This movie could work easily as pure fiction, but it is based on the author’s real life experience in deciding to become a marine, given that his choices in life are bleak. In reality, Elegance Bratton has told people that he didn’t even realize he was homeless, though he lived, more or less, on the streets.
In the movie, he has a horrible mother who, because she is so disgusted by his homosexuality, puts newspaper on the couch so he doesn’t taint it with what I suppose she thinks are gay cooties. It is so weird to see homophobia in minority communities but it’s just as prevalent there as anywhere. This is why a term developed for gay black men called “the down low,” or “being on the down low.”
The surprising thing about this movie is the change that comes over the recruits as they go through boot camp. The year is 2005 and probably at the very start of what I would call the seismic change that led to gay marriage and its recent establishment in the law itself, due to the open threats by the Supreme Court and especially, Uncle Tom himself, Clarence Thomas, to overthrow the court opinion that made gay marriage legal in all 50 states. (The new law does not force states to marry gay people — it can’t do that — but it does require same sex marriages performed in other states to be recognized in every state.) So these recruits start out with their usual biases and hatreds on full display. On their first day they are all screamed at, “Are you a homosexual,” “Are you a communist,” etc. Ellis French, played by the amazing Jeremy Pope, does the usual denial, but, from what I could tell, he gets an erection in the shower and the others nearly beat him to death for getting it. At that point, they know he’s gay, but this being the era of “Don’t ask don’t tell,” they simply force him to sleep away from the others. But, maybe because of his kindness, and his strength, his ability to fight back, his death by drowning (he is revived and does not report the incident, which would have landed his Sargent some jail time,) his ability to comfort other recruits, and perhaps his humor, (although there’s not much of it), they become Marines whose motto is that they “fight to protect the Marine to my right and the Marine to my left.”
The real drama of the movie is actually at the end, when his homophobic mother decides to come to his graduation, and I won’t spoil it any further, suffice to say, he is a Marine among fellow Marines, and a changed man with a future. It speaks loads about the lack of opportunities for young black men, and especially young gay black men, most of whom, as he points out early in the film, are either dead or in jail.
I don’t think the reviews were more than “generally good,” but I thought for a man who has come that far — from not even knowing he was homeless to getting funding and writing and directing a movie based on his life — it was far more than generally good. It was deeply moving and that should be the judge of all artworks.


**Assignment**
What lines of the data include the string "FIGURE"? Copy them all.

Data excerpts

:::::

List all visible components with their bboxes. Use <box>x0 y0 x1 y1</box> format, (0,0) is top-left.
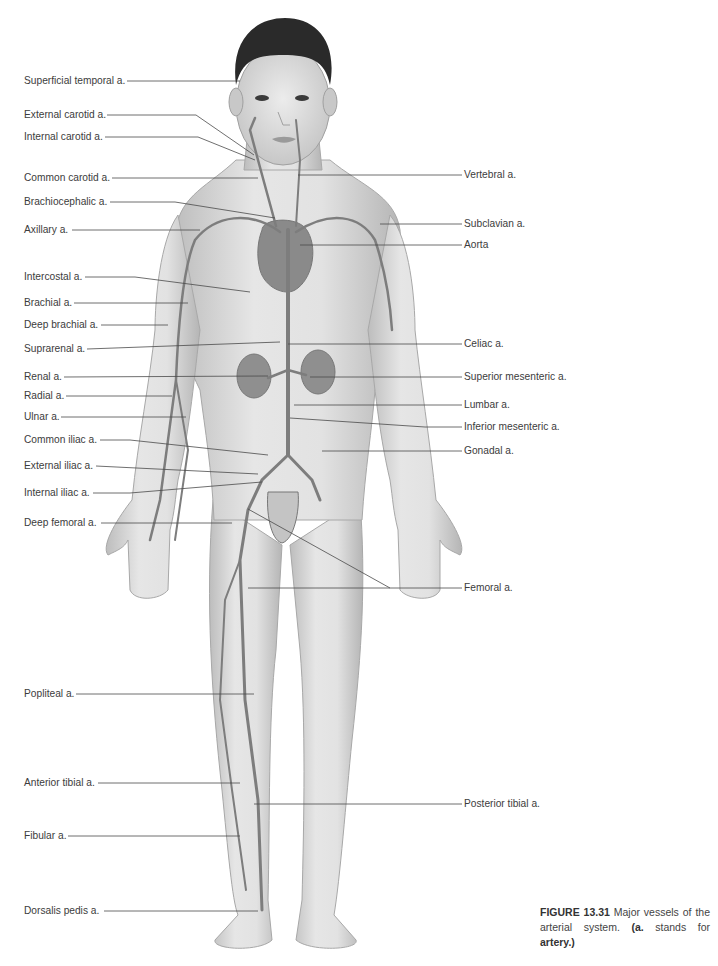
label-subclavian-artery: Subclavian a. <box>464 218 525 230</box>
label-dorsalis-pedis-artery: Dorsalis pedis a. <box>24 905 99 917</box>
label-femoral-artery: Femoral a. <box>464 582 513 594</box>
label-internal-carotid-artery: Internal carotid a. <box>24 131 103 143</box>
label-external-carotid-artery: External carotid a. <box>24 109 106 121</box>
label-popliteal-artery: Popliteal a. <box>24 688 74 700</box>
label-superficial-temporal-artery: Superficial temporal a. <box>24 75 125 87</box>
label-posterior-tibial-artery: Posterior tibial a. <box>464 798 540 810</box>
label-inferior-mesenteric-artery: Inferior mesenteric a. <box>464 421 560 433</box>
label-anterior-tibial-artery: Anterior tibial a. <box>24 777 95 789</box>
head <box>229 18 337 165</box>
label-gonadal-artery: Gonadal a. <box>464 445 514 457</box>
label-brachial-artery: Brachial a. <box>24 297 72 309</box>
right-kidney <box>301 350 335 394</box>
label-fibular-artery: Fibular a. <box>24 830 66 842</box>
label-brachiocephalic-artery: Brachiocephalic a. <box>24 196 107 208</box>
label-superior-mesenteric-artery: Superior mesenteric a. <box>464 371 567 383</box>
label-aorta: Aorta <box>464 239 488 251</box>
label-vertebral-artery: Vertebral a. <box>464 169 516 181</box>
label-external-iliac-artery: External iliac a. <box>24 460 93 472</box>
caption-abbreviation: (a. <box>631 921 643 933</box>
figure-number: FIGURE 13.31 <box>540 906 610 918</box>
label-common-iliac-artery: Common iliac a. <box>24 434 97 446</box>
label-deep-brachial-artery: Deep brachial a. <box>24 319 98 331</box>
label-lumbar-artery: Lumbar a. <box>464 399 510 411</box>
scrotum <box>268 492 299 543</box>
caption-term: artery.) <box>540 936 575 948</box>
label-celiac-artery: Celiac a. <box>464 338 504 350</box>
caption-text-2: stands for <box>644 921 710 933</box>
label-ulnar-artery: Ulnar a. <box>24 411 60 423</box>
label-renal-artery: Renal a. <box>24 371 62 383</box>
arterial-system-illustration <box>0 0 718 966</box>
label-deep-femoral-artery: Deep femoral a. <box>24 517 96 529</box>
label-intercostal-artery: Intercostal a. <box>24 271 82 283</box>
label-internal-iliac-artery: Internal iliac a. <box>24 487 90 499</box>
label-suprarenal-artery: Suprarenal a. <box>24 343 85 355</box>
heart <box>258 220 313 292</box>
label-common-carotid-artery: Common carotid a. <box>24 172 110 184</box>
label-radial-artery: Radial a. <box>24 390 64 402</box>
figure-caption: FIGURE 13.31 Major vessels of the arteri… <box>540 905 710 950</box>
label-axillary-artery: Axillary a. <box>24 224 68 236</box>
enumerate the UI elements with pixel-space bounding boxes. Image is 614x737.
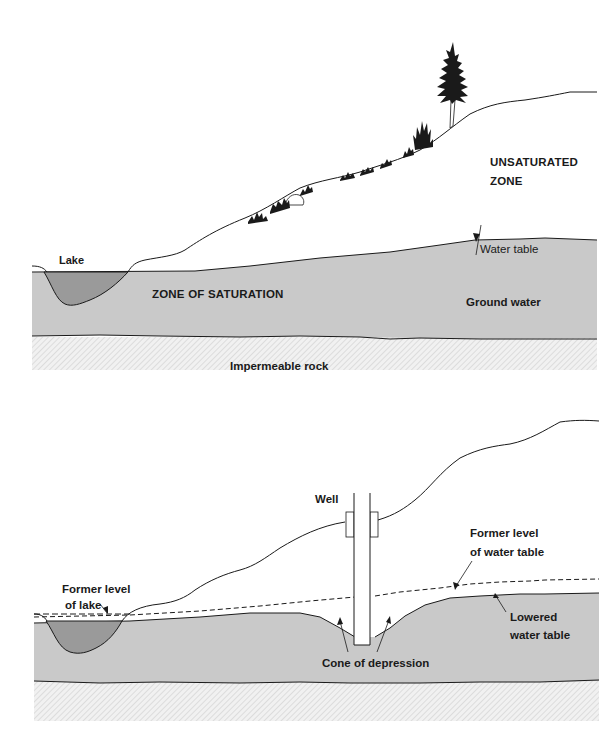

:::::

**Exercise answer**
figure-number: FIGURE 13.31 <box>540 906 610 918</box>
figure-caption: FIGURE 13.31 Major vessels of the arteri… <box>540 905 710 950</box>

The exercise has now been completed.